1) The RL may exhibit significant turbulence reaching intensities comparable to those in the underlying stable boundary layer. Such observations alter the current picture of the RL from that of a quiescent region with predominantly laminar flow to one of a dynamic region with rapidly changing small-scaled variations of turbulence.
We hypothesize that enhanced turbulence is related to upward-propagating atmospheric gravity waves generated by stably stratified flow over the low-relief terrain. During one night a presence of critical layers in the RL, generated by wind turning with height, caused deposition of upward-propagating wave momentum resulting in generation of intermittent turbulence.

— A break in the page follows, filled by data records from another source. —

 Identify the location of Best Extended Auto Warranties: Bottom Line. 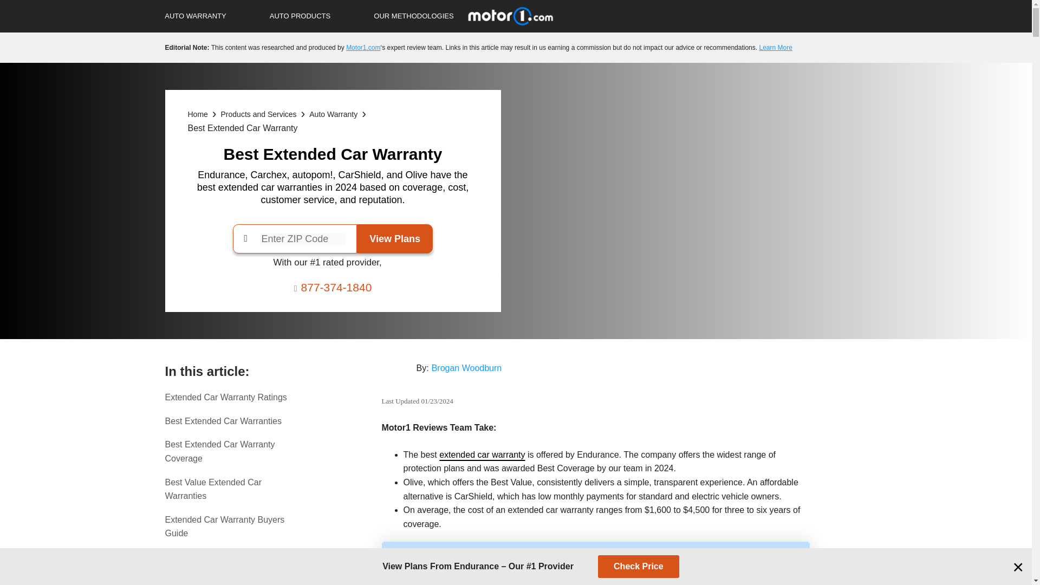
(229, 565).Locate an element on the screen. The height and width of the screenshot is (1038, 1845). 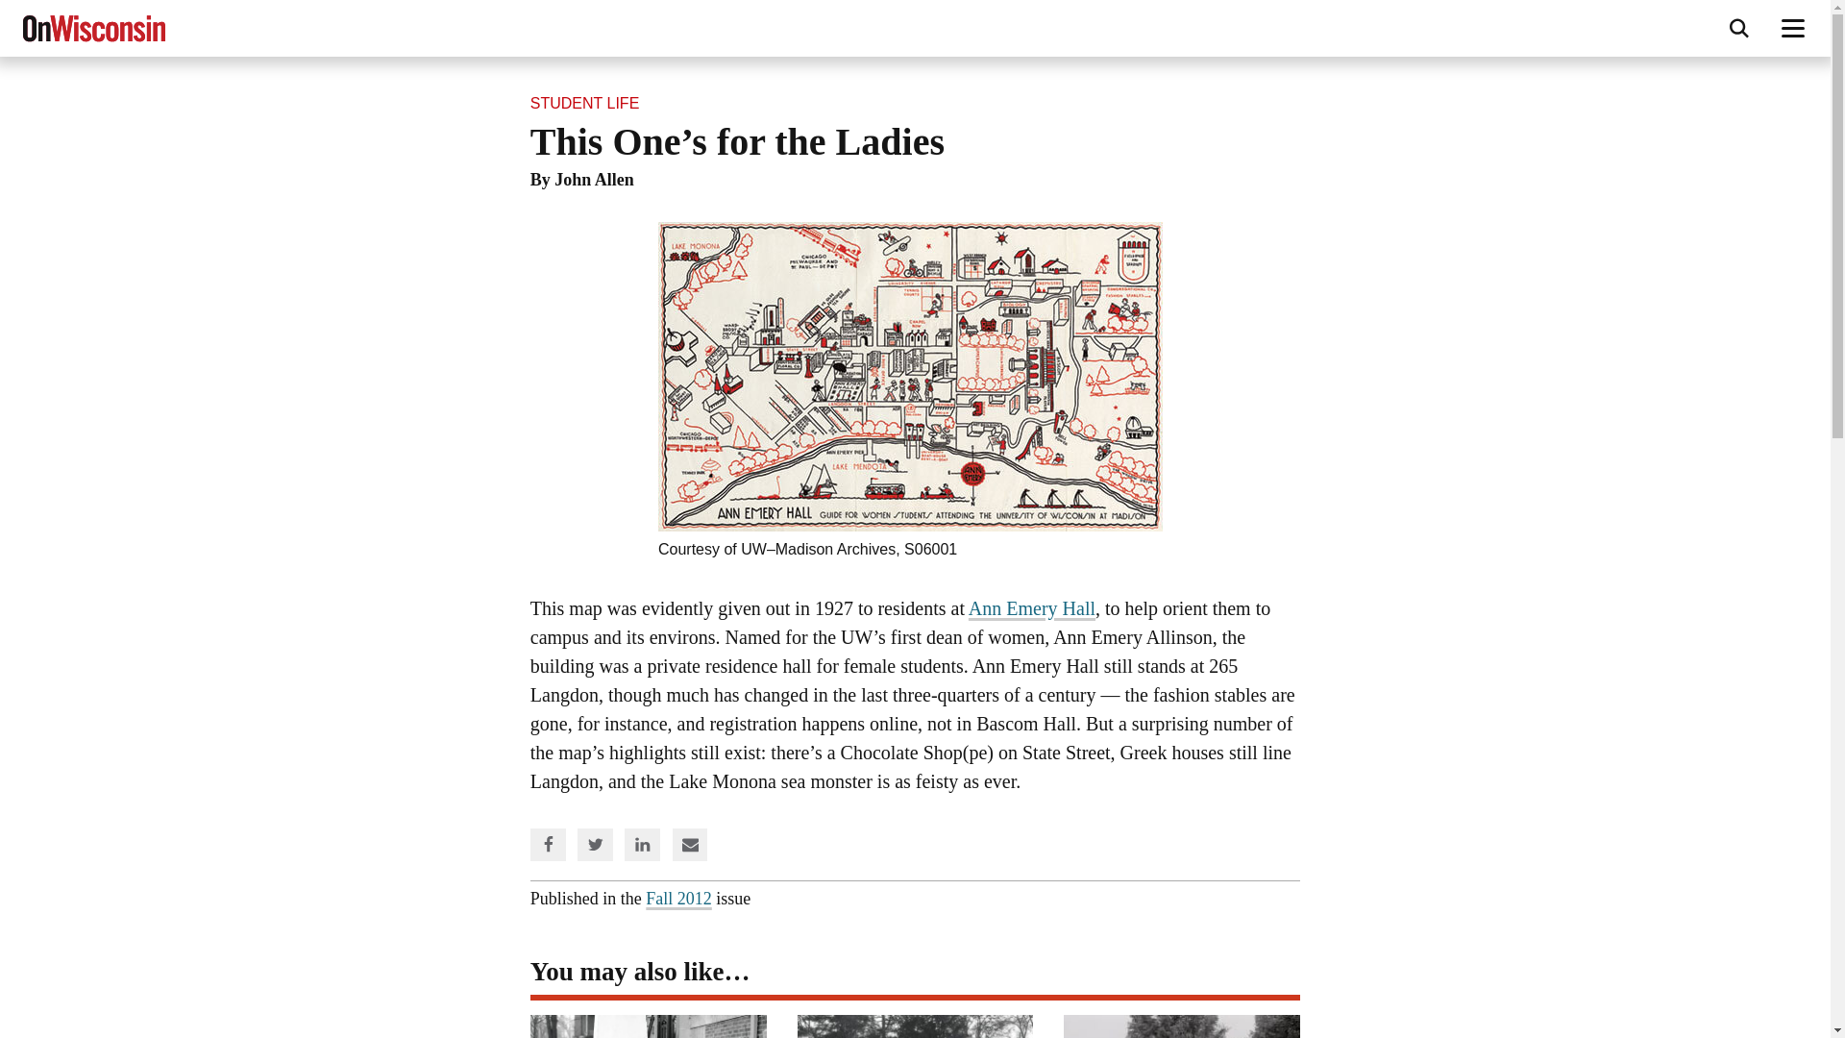
Share via Linked In is located at coordinates (642, 844). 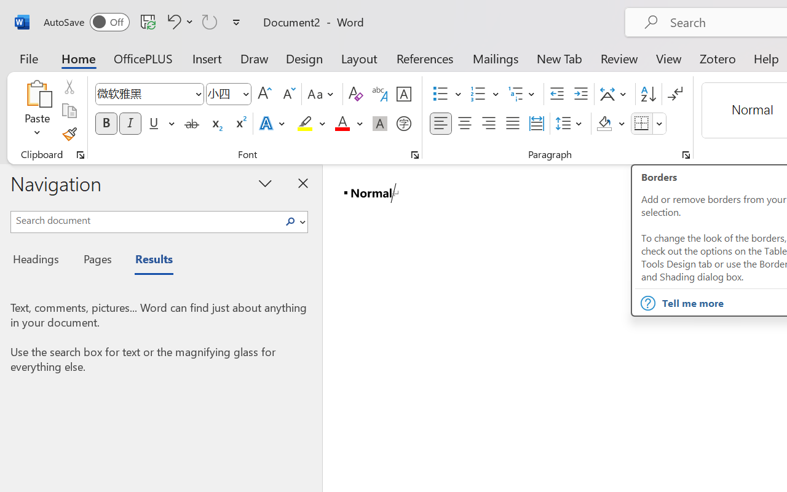 What do you see at coordinates (440, 94) in the screenshot?
I see `Bullets` at bounding box center [440, 94].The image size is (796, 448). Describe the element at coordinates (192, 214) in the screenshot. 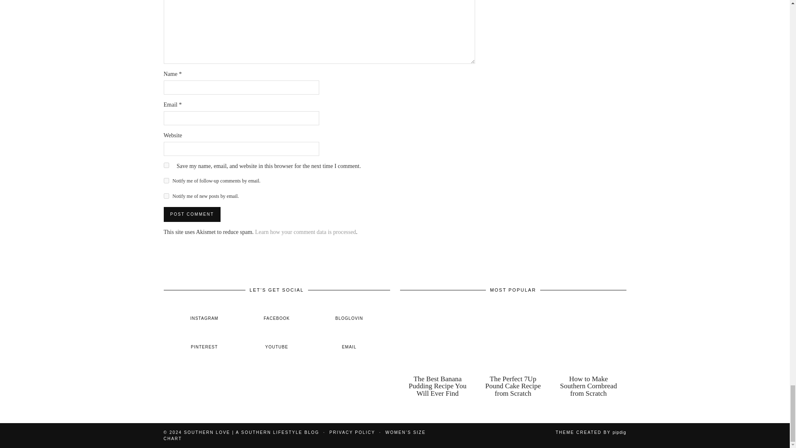

I see `Post Comment` at that location.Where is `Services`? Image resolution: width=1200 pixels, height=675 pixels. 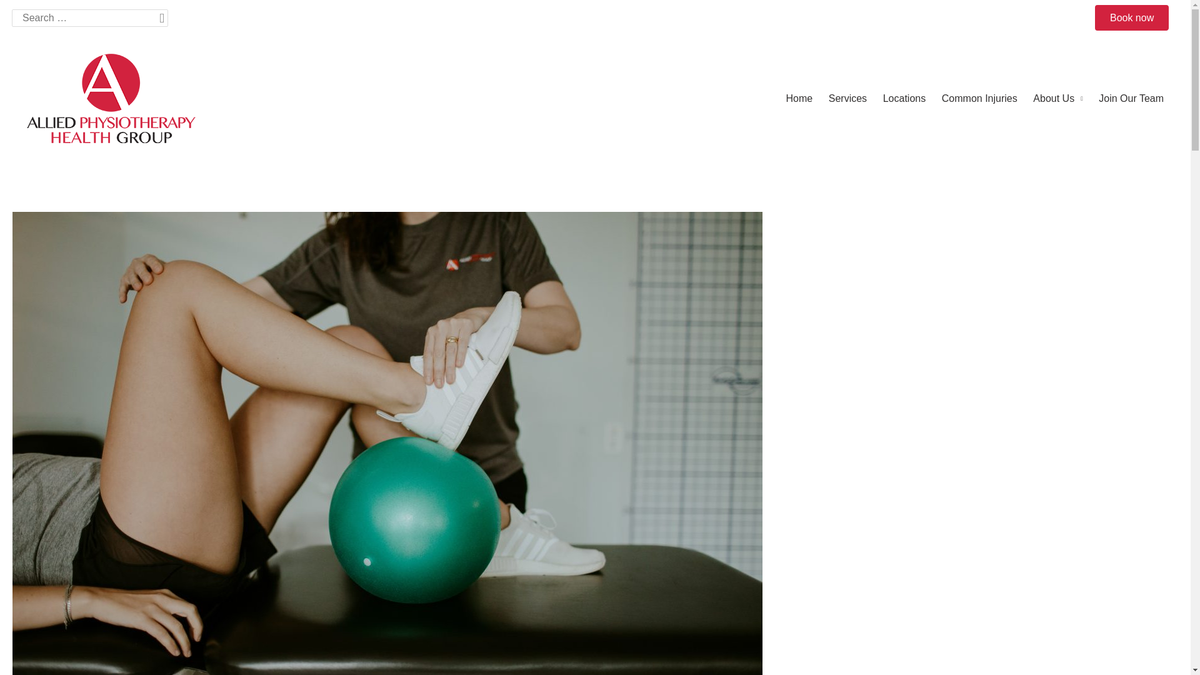 Services is located at coordinates (847, 99).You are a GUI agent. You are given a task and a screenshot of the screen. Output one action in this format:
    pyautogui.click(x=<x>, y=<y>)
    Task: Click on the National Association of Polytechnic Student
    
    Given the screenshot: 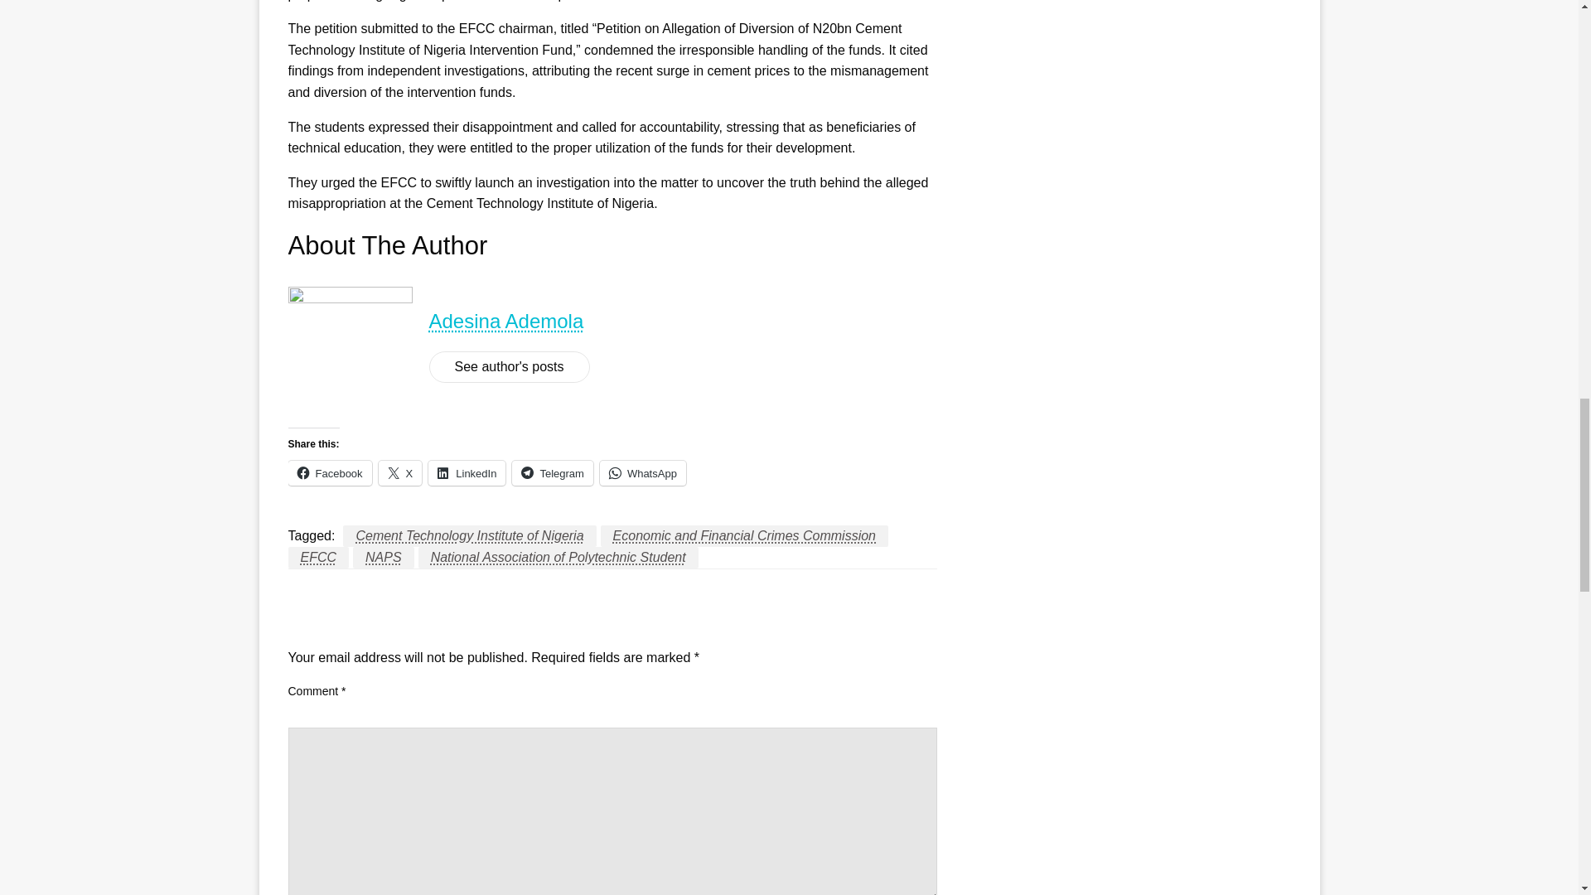 What is the action you would take?
    pyautogui.click(x=558, y=557)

2) The well-accepted concept of turbulence generation below a critical value of the gradient Richardson number (Ri) is, in fact, scale dependent: Ri values typically decrease with decreasing vertical scale size, so that critical Ri values (»0.25) occur at vertical scales of only a few tens of meters. This poses a problem for incorporating experimentally determined Ri values in model closures on models that have poor vertical resolution.
3) There appears to be two distinct turbulence regimes' in the RL: a very weak but ever-present background turbulence level with minimal temporal and spatial structure, and a more intense, intermittent regime during which turbulent intensity levels can approach nighttime turbulent intensities near the surface.